BEGIN INPUT FOR THIS TASK
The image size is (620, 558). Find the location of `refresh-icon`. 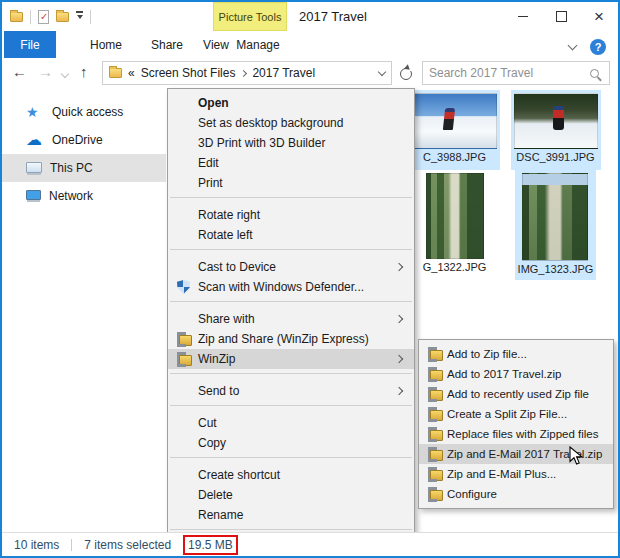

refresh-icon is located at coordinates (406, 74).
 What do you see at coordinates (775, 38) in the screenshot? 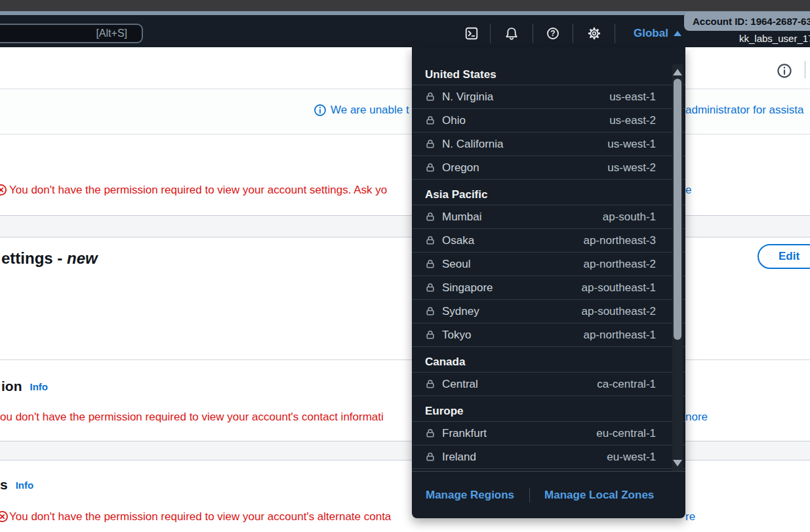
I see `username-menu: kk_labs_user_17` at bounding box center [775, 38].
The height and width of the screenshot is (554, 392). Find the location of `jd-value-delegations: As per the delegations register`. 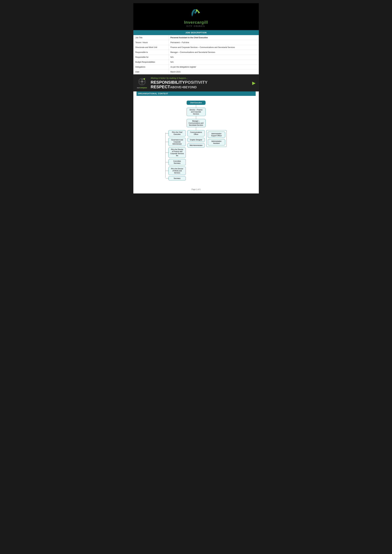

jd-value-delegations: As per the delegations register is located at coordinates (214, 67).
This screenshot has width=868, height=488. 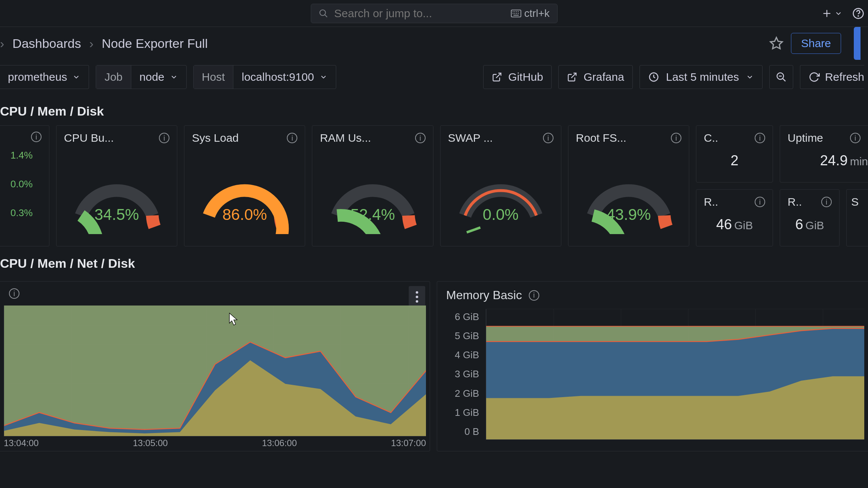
END INPUT FOR THIS TASK
WHAT YOU NEED TO DO>
Every entry above should come back exactly as written, except for its pictures.

REPLY TO THE TASK>
The image size is (620, 558). Find the location of `refresh-icon`. 

refresh-icon is located at coordinates (406, 74).
 What do you see at coordinates (775, 38) in the screenshot? 
I see `username-menu: kk_labs_user_17` at bounding box center [775, 38].
The height and width of the screenshot is (554, 392). Find the location of `jd-value-delegations: As per the delegations register`. 

jd-value-delegations: As per the delegations register is located at coordinates (214, 67).
This screenshot has width=868, height=488. 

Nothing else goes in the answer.